From that day forward I had the müsli for breakfast; sometimes it was bread with various spreads, but I always had the müsli at least 3 times a week. That a cold breakfast could be so orgamiscally tasty was a huge revelation for me, and I'm sharing it with you, big brother o' mine, and anyone else who's interested. It's a bit labor-intensive, all the slicing and dicing of various fruit, but if you make enough for 2-3 days at a time, it's well worth it. I always griped about the price, 3.50 Euros ($5.21, yo) but then at home it took me an hour and at my going freelance rate, it was a bargain. It's a simple recipe, and you'll wonder why it ever needed directions—I mean, fruit and grains in a bowl, right—but if you're like me, domestically-handicapped, you need a recipe. Make it like this and you'll never look back.

We like organic ingredients; fat-free and non-dairy products.
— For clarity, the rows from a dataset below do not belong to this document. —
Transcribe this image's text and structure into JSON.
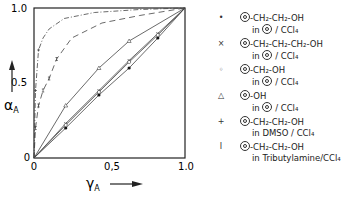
{
  "chart_data": {
    "type": "line",
    "title": "",
    "xlabel": "γA",
    "ylabel": "αA",
    "xlim": [
      0,
      1.0
    ],
    "ylim": [
      0,
      1.0
    ],
    "x_ticks": [
      "0",
      "0,5",
      "1.0"
    ],
    "y_ticks": [
      "0",
      "0.5",
      "1.0"
    ],
    "grid": false,
    "legend_position": "right",
    "series": [
      {
        "name": "Ph-CH2-CH2-OH in Ph / CCl4",
        "marker": "filled-circle",
        "style": "solid",
        "x": [
          0,
          0.21,
          0.43,
          0.63,
          0.82,
          1.0
        ],
        "y": [
          0,
          0.2,
          0.42,
          0.6,
          0.8,
          1.0
        ]
      },
      {
        "name": "Ph-CH2-CH2-CH2-OH in Ph / CCl4",
        "marker": "x",
        "style": "solid",
        "x": [
          0,
          0.21,
          0.43,
          0.63,
          0.82,
          1.0
        ],
        "y": [
          0,
          0.23,
          0.45,
          0.65,
          0.83,
          1.0
        ]
      },
      {
        "name": "Ph-CH2-OH in Ph / CCl4",
        "marker": "open-circle",
        "style": "solid",
        "x": [
          0,
          0.21,
          0.43,
          0.63,
          0.82,
          1.0
        ],
        "y": [
          0,
          0.22,
          0.44,
          0.64,
          0.82,
          1.0
        ]
      },
      {
        "name": "Ph-OH in Ph / CCl4",
        "marker": "triangle",
        "style": "solid",
        "x": [
          0,
          0.21,
          0.43,
          0.63,
          1.0
        ],
        "y": [
          0,
          0.35,
          0.6,
          0.78,
          1.0
        ]
      },
      {
        "name": "Ph-CH2-CH2-OH in DMSO / CCl4",
        "marker": "plus",
        "style": "dash-dot",
        "x": [
          0,
          0.01,
          0.03,
          0.06,
          0.1,
          0.2,
          0.4,
          0.7,
          1.0
        ],
        "y": [
          0,
          0.45,
          0.72,
          0.8,
          0.86,
          0.93,
          0.97,
          0.99,
          1.0
        ]
      },
      {
        "name": "Ph-CH2-CH2-OH in Tributylamine/CCl4",
        "marker": "I-bar",
        "style": "dashed",
        "x": [
          0,
          0.01,
          0.03,
          0.06,
          0.1,
          0.15,
          0.25,
          0.45,
          0.7,
          1.0
        ],
        "y": [
          0,
          0.2,
          0.35,
          0.45,
          0.53,
          0.66,
          0.8,
          0.9,
          0.95,
          1.0
        ]
      }
    ]
  },
  "axes": {
    "x_label": "γ",
    "x_sub": "A",
    "y_label": "α",
    "y_sub": "A",
    "x_ticks": [
      "0",
      "0,5",
      "1.0"
    ],
    "y_ticks": [
      "0",
      "0.5",
      "1.0"
    ]
  },
  "legend": [
    {
      "marker": "•",
      "line1": "-CH₂-CH₂-OH",
      "line2_pre": "in",
      "line2_post": "/ CCl₄",
      "ring2": true
    },
    {
      "marker": "×",
      "line1": "-CH₂-CH₂-CH₂-OH",
      "line2_pre": "in",
      "line2_post": "/ CCl₄",
      "ring2": true
    },
    {
      "marker": "◦",
      "line1": "-CH₂-OH",
      "line2_pre": "in",
      "line2_post": "/ CCl₄",
      "ring2": true
    },
    {
      "marker": "△",
      "line1": "-OH",
      "line2_pre": "in",
      "line2_post": "/ CCl₄",
      "ring2": true
    },
    {
      "marker": "+",
      "line1": "-CH₂-CH₂-OH",
      "line2_pre": "in DMSO / CCl₄",
      "line2_post": "",
      "ring2": false
    },
    {
      "marker": "I",
      "line1": "-CH₂-CH₂-OH",
      "line2_pre": "in Tributylamine/CCl₄",
      "line2_post": "",
      "ring2": false
    }
  ]
}
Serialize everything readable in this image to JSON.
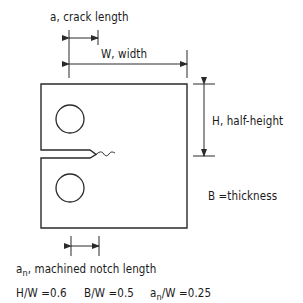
{
  "diagram": {
    "type": "compact-tension-specimen",
    "labels": {
      "crack_length": "a,  crack length",
      "width": "W,  width",
      "half_height": "H,  half-height",
      "thickness": "B =thickness",
      "notch_prefix": "a",
      "notch_sub": "n",
      "notch_text": ",  machined notch length"
    },
    "ratios": [
      {
        "text": "H/W =0.6"
      },
      {
        "text": "B/W =0.5"
      },
      {
        "prefix": "a",
        "sub": "n",
        "text": "/W =0.25"
      }
    ],
    "colors": {
      "line": "#2a2a2a",
      "text": "#1a1a1a",
      "background": "#ffffff"
    }
  }
}
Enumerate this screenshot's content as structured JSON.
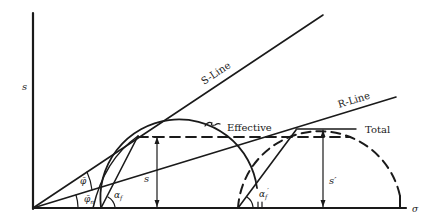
{
  "diagram": {
    "type": "mohr-circle-stress-diagram",
    "axes": {
      "y_label": "s",
      "x_label": "σ"
    },
    "lines": {
      "s_line_label": "S-Line",
      "r_line_label": "R-Line"
    },
    "circles": {
      "effective_label": "Effective",
      "total_label": "Total"
    },
    "dimensions": {
      "s_label": "s",
      "s_prime_label": "s′"
    },
    "angles": {
      "phi_bar": "φ̄",
      "phi_bar_n": "φ̄",
      "phi_bar_n_sub": "n",
      "alpha_f": "α",
      "alpha_f_sub": "f",
      "alpha_f_prime": "α",
      "alpha_f_prime_sub": "f",
      "prime_mark": "′"
    },
    "colors": {
      "ink": "#1a1a1a",
      "background": "#ffffff"
    }
  }
}
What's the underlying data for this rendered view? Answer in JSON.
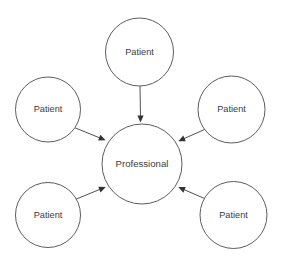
{
  "diagram": {
    "type": "hub-and-spoke",
    "background_color": "#ffffff",
    "node_fill_color": "#ffffff",
    "node_stroke_color": "#5d5d5d",
    "edge_color": "#4f4f4f",
    "arrowhead_color": "#333333",
    "label_color": "#3b3b3b",
    "center": {
      "id": "professional",
      "label": "Professional",
      "cx": 142,
      "cy": 164,
      "r": 40
    },
    "nodes": [
      {
        "id": "patient-top",
        "label": "Patient",
        "cx": 139.5,
        "cy": 52,
        "r": 34
      },
      {
        "id": "patient-upper-left",
        "label": "Patient",
        "cx": 48,
        "cy": 109.5,
        "r": 32.5
      },
      {
        "id": "patient-upper-right",
        "label": "Patient",
        "cx": 231.5,
        "cy": 109.5,
        "r": 33.5
      },
      {
        "id": "patient-lower-left",
        "label": "Patient",
        "cx": 48,
        "cy": 215,
        "r": 32.5
      },
      {
        "id": "patient-lower-right",
        "label": "Patient",
        "cx": 233.5,
        "cy": 215,
        "r": 33.5
      }
    ],
    "edges": [
      {
        "id": "edge-top",
        "from": "patient-top",
        "to": "professional",
        "x1": 140,
        "y1": 86,
        "x2": 140.5,
        "y2": 121,
        "direction": "to-center"
      },
      {
        "id": "edge-upper-left",
        "from": "patient-upper-left",
        "to": "professional",
        "x1": 73,
        "y1": 127,
        "x2": 105,
        "y2": 140,
        "direction": "to-center"
      },
      {
        "id": "edge-upper-right",
        "from": "patient-upper-right",
        "to": "professional",
        "x1": 210,
        "y1": 127,
        "x2": 179,
        "y2": 141,
        "direction": "to-center"
      },
      {
        "id": "edge-lower-left",
        "from": "patient-lower-left",
        "to": "professional",
        "x1": 74,
        "y1": 200,
        "x2": 105,
        "y2": 187,
        "direction": "to-center"
      },
      {
        "id": "edge-lower-right",
        "from": "patient-lower-right",
        "to": "professional",
        "x1": 208,
        "y1": 200,
        "x2": 179,
        "y2": 187,
        "direction": "to-center"
      }
    ]
  }
}
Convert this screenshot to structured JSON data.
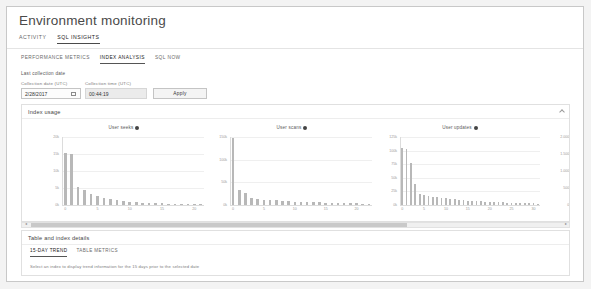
{
  "header": {
    "title": "Environment monitoring",
    "tabs": [
      {
        "label": "ACTIVITY",
        "active": false
      },
      {
        "label": "SQL INSIGHTS",
        "active": true
      }
    ]
  },
  "subtabs": [
    {
      "label": "PERFORMANCE METRICS",
      "active": false
    },
    {
      "label": "INDEX ANALYSIS",
      "active": true
    },
    {
      "label": "SQL NOW",
      "active": false
    }
  ],
  "filters": {
    "section_label": "Last collection date",
    "date_label": "Collection date (UTC)",
    "date_value": "2/28/2017",
    "calendar_icon": "calendar-icon",
    "time_label": "Collection time (UTC)",
    "time_value": "00:44:19",
    "apply_label": "Apply"
  },
  "index_panel": {
    "title": "Index usage",
    "collapse_icon": "chevron-up-icon"
  },
  "table_panel": {
    "title": "Table and index details",
    "tabs": [
      {
        "label": "15-DAY TREND",
        "active": true
      },
      {
        "label": "TABLE METRICS",
        "active": false
      }
    ],
    "hint": "Select an index to display trend information for the 15 days prior to the selected date"
  },
  "scrollbar": {
    "left_arrow": "◂",
    "right_arrow": "▸"
  },
  "chart_data": [
    {
      "type": "bar",
      "title": "User seeks",
      "info_icon": "info-icon",
      "xlabel": "",
      "ylabel": "",
      "ylim": [
        0,
        20000
      ],
      "yticks": [
        0,
        5000,
        10000,
        15000,
        20000
      ],
      "ytick_labels": [
        "0k",
        "5k",
        "10k",
        "15k",
        "20k"
      ],
      "xticks": [
        0,
        5,
        10,
        15,
        20
      ],
      "xtick_labels": [
        "0",
        "5",
        "10",
        "15",
        "20"
      ],
      "categories": [
        "0",
        "1",
        "2",
        "3",
        "4",
        "5",
        "6",
        "7",
        "8",
        "9",
        "10",
        "11",
        "12",
        "13",
        "14",
        "15",
        "16",
        "17",
        "18",
        "19",
        "20",
        "21"
      ],
      "values": [
        15300,
        15100,
        5200,
        4300,
        3100,
        2600,
        2100,
        1700,
        1400,
        1100,
        900,
        800,
        700,
        600,
        520,
        460,
        400,
        360,
        320,
        290,
        260,
        240
      ]
    },
    {
      "type": "bar",
      "title": "User scans",
      "info_icon": "info-icon",
      "xlabel": "",
      "ylabel": "",
      "ylim": [
        0,
        150000
      ],
      "yticks": [
        0,
        50000,
        100000,
        150000
      ],
      "ytick_labels": [
        "0k",
        "50k",
        "100k",
        "150k"
      ],
      "xticks": [
        0,
        5,
        10,
        15,
        20
      ],
      "xtick_labels": [
        "0",
        "5",
        "10",
        "15",
        "20"
      ],
      "categories": [
        "0",
        "1",
        "2",
        "3",
        "4",
        "5",
        "6",
        "7",
        "8",
        "9",
        "10",
        "11",
        "12",
        "13",
        "14",
        "15",
        "16",
        "17",
        "18",
        "19",
        "20",
        "21",
        "22"
      ],
      "values": [
        148000,
        33000,
        26000,
        15000,
        13000,
        12000,
        11000,
        10000,
        9000,
        8200,
        7500,
        7000,
        6500,
        6000,
        5600,
        5200,
        4800,
        4500,
        4200,
        3900,
        3600,
        3300,
        3000
      ]
    },
    {
      "type": "bar",
      "title": "User updates",
      "info_icon": "info-icon",
      "xlabel": "",
      "ylabel": "",
      "ylim": [
        0,
        125000
      ],
      "yticks": [
        0,
        25000,
        50000,
        75000,
        100000,
        125000
      ],
      "ytick_labels": [
        "0k",
        "25k",
        "50k",
        "75k",
        "100k",
        "125k"
      ],
      "xticks": [
        0,
        5,
        10,
        15,
        20,
        25,
        30
      ],
      "xtick_labels": [
        "0",
        "5",
        "10",
        "15",
        "20",
        "25",
        "30"
      ],
      "categories": [
        "0",
        "1",
        "2",
        "3",
        "4",
        "5",
        "6",
        "7",
        "8",
        "9",
        "10",
        "11",
        "12",
        "13",
        "14",
        "15",
        "16",
        "17",
        "18",
        "19",
        "20",
        "21",
        "22",
        "23",
        "24",
        "25",
        "26",
        "27",
        "28",
        "29",
        "30",
        "31"
      ],
      "values": [
        104000,
        103000,
        78000,
        39000,
        21000,
        19000,
        17000,
        15500,
        14000,
        13000,
        12000,
        11000,
        10200,
        9500,
        8800,
        8200,
        7600,
        7100,
        6600,
        6200,
        5800,
        5400,
        5000,
        4700,
        4400,
        4100,
        3800,
        3500,
        3300,
        3100,
        2900,
        2700
      ]
    },
    {
      "type": "bar",
      "title": "",
      "info_icon": "",
      "xlabel": "",
      "ylabel": "",
      "ylim": [
        0,
        2000
      ],
      "yticks": [
        0,
        500,
        1000,
        1500,
        2000
      ],
      "ytick_labels": [
        "0k",
        "500k",
        "1.000k",
        "1.500k",
        "2.000k"
      ],
      "xticks": [
        0
      ],
      "xtick_labels": [
        "0"
      ],
      "categories": [
        "0",
        "1",
        "2",
        "3",
        "4",
        "5"
      ],
      "values": [
        1560,
        1290,
        1280,
        1270,
        1010,
        700
      ]
    }
  ]
}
Müsli with Fruit (Serves 2 people for 2 breakfasts)

Müsli, the plain kind
1 orange (preferably all organic fruit)
1 apple
1 banana
1 kiwi
1/2 pomegranate
Yogurt (we use 0.1%, preferably soy)
Honey (we like Acacia flower-flavored)
Soy milk

Prepare the fruit. Cut away the peel of the orange, cut out each section, and cut each section into halves or thirds. Put in a bowl and squeeze the sectioned orange "corpse" to get all the juice. Dice the apple (don't peel it; peel is good for ya, if it's organic) into cubes the same size as the orange pieces. Peel banana, quarter it lengthwise, and slice into small pieces. Cut away kiwi skin and dice the kiwi. Halve the pomegranate half. Either tap out the seeds with a wooden spoon or do what I did, Miss Freelance Designer at $XXX/hour, which is scoop out each and every seed with your fingers. Whichever way works. Toss all the fruit together. The citric acid in the orange juice prevents the apple and banana from turning brown, so the fruit salad keeps for 2-3 days.

Take out two bowls. In each bowl, put in half a cup of müsli, add as much fruit salad as you like. Top with a spoonful or two of yogurt. Drizzle with honey and add however much milk you prefer.

Enjoy!

Note: You can use any fruit that's relatively dry and not too juicy, unless you want fruit soup!